The US Centers for Disease Control and Prevention (CDC) is planning a large study into whether vaccines are linked to autism, despite this myth being robustly debunked by years of careful scientific research.
Vaccines are an astonishing achievement of modern science, saving an estimated 154 million lives (including 101 million infants) over the last 50 years, according to a major study led by the World Health Organization last year. Of these, the measles vaccine (often grouped with mumps and rubella in the MMR jab) is the biggest contributor, accounting for around 60 percent of the lives saved by vaccination.
But unfortunately, over the last few decades, skepticism about vaccines has risen, largely stemming from a now-retracted study that claimed there was a connection between autism and the MMR vaccine.
In 1998, Andrew Wakefield published a paper based on just 12 children that linked the MMR vaccine to autism. The results have not been replicated, and it later transpired that he had falsified data, for which his medical license was revoked.
“The Lancet completely retracted the Wakefield et al. paper in February 2010, admitting that several elements in the paper were incorrect, contrary to the findings of the earlier investigation. Wakefield et al. were held guilty of ethical violations (they had conducted invasive investigations on the children without obtaining the necessary ethical clearances) and scientific misrepresentation (they reported that their sampling was consecutive when, in fact, it was selective),” a report into the case explains.
“The final episode in the saga is the revelation that Wakefield et al. were guilty of deliberate fraud (they picked and chose data that suited their case; they falsified facts). The British Medical Journal has published a series of articles on the exposure of the fraud, which appears to have taken place for financial gain.”
But the damage was done, as the press around the world continued to push the idea. Since then, there have been many large studies investigating potential links between vaccines and autism, consistently finding no link whatsoever.
Despite this, Reuters reports that the US is planning on conducting research through the CDC. The Trump administration, including Robert F. Kennedy Jr., lead of the Department of Health and Human Services (HSS), and President Trump himself, have long expressed vaccine-skeptic views. Speaking in Congress on Tuesday, Trump cited rising autism diagnoses – largely thought to be due to better diagnosis and broader criteria for diagnosis, as well as different survey techniques – as a reason for further investigation.
“As an example, not long ago, and you can’t even believe these numbers, 1 in 10,000 children had autism. One in 10,000, and now it’s 1 in 36. There’s something wrong. One in 36, think of that. So we’re going to find out what it is,” Trump told Congress, per NBC.
“As President Trump said in his joint address to Congress, the rate of autism in American children has skyrocketed,” Andrew Nixon, a spokesperson for HSS, said in a statement seen by NBC. “CDC will leave no stone unturned in its mission to figure out what exactly is happening.”
While more scientific research in the area of autism couldn’t hurt, it would likely find similar results to other gigantic studies that have not found any link with vaccines. It remains to be seen what form this new research by the CDC will take, and whether it will cost more money on top of the $419 million already spent on autism research by the US annually.
But a government directly calling vaccines into question may have deadly consequences, as Kennedy of all people should be aware. To do so with measles cases on the rise in the US looks like a very risky move indeed.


Work to complete: Count the lines below that contain the word "states" and give only that number.

Exercise data:
>>>
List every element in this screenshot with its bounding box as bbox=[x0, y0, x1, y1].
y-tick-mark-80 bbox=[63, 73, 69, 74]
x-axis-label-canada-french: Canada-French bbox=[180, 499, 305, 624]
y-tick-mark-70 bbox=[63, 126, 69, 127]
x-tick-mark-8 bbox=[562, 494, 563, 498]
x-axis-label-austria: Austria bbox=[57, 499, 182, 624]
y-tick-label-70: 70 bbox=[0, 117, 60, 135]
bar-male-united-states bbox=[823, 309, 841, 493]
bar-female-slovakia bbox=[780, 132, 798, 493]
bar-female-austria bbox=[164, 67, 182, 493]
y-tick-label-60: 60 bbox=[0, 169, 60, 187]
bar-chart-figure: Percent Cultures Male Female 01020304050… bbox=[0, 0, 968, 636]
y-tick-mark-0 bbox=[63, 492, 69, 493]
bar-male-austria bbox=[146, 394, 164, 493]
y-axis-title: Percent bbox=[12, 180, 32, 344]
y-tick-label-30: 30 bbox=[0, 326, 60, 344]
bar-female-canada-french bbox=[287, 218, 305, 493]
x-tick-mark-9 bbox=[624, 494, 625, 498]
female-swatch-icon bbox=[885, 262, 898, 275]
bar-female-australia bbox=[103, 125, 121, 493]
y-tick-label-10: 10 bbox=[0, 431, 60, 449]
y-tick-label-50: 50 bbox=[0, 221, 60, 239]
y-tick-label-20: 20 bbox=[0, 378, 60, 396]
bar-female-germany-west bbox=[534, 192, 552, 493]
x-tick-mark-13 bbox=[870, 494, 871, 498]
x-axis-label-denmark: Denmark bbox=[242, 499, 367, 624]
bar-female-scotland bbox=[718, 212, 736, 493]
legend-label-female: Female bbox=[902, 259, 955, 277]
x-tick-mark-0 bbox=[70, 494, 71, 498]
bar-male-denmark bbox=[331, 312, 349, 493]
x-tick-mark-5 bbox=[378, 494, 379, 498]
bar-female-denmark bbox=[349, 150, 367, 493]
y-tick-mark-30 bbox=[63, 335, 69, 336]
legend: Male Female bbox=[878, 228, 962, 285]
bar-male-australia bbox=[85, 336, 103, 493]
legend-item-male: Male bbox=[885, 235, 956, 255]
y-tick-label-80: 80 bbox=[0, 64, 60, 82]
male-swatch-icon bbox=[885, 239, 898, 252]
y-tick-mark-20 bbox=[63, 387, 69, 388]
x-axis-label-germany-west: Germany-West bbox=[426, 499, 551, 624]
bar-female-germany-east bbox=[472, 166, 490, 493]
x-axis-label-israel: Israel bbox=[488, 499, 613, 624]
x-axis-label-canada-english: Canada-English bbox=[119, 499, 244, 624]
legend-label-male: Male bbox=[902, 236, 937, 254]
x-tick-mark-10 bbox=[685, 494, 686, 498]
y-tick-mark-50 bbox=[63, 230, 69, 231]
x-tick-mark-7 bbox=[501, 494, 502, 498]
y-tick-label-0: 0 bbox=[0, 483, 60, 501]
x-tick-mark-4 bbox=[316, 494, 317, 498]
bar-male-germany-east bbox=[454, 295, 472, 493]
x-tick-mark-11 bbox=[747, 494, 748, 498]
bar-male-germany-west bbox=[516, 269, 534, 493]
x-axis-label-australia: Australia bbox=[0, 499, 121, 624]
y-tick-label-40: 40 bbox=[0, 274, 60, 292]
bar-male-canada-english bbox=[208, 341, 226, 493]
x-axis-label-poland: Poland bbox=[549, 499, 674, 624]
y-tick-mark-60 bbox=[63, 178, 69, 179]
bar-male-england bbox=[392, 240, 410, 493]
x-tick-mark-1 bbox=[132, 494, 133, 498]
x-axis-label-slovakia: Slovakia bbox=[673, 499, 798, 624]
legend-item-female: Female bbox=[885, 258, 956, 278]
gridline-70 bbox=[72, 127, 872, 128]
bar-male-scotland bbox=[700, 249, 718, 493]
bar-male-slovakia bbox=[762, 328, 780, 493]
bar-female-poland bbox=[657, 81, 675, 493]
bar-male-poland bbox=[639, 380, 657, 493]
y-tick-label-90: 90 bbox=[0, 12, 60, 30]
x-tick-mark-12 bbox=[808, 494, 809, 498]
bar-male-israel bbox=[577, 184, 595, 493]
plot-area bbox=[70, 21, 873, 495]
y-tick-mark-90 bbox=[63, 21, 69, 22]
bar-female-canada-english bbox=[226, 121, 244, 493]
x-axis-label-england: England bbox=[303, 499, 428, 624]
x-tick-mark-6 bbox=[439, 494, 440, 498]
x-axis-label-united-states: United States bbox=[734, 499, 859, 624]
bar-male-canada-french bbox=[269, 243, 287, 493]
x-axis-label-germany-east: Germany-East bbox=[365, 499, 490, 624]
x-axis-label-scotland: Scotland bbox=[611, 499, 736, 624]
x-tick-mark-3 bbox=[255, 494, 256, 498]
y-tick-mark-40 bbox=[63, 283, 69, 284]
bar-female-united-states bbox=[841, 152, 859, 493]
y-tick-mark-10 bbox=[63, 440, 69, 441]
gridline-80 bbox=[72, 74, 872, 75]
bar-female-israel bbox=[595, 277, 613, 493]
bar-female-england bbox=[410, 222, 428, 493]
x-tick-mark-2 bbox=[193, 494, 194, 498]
<<<
Expected answer: 3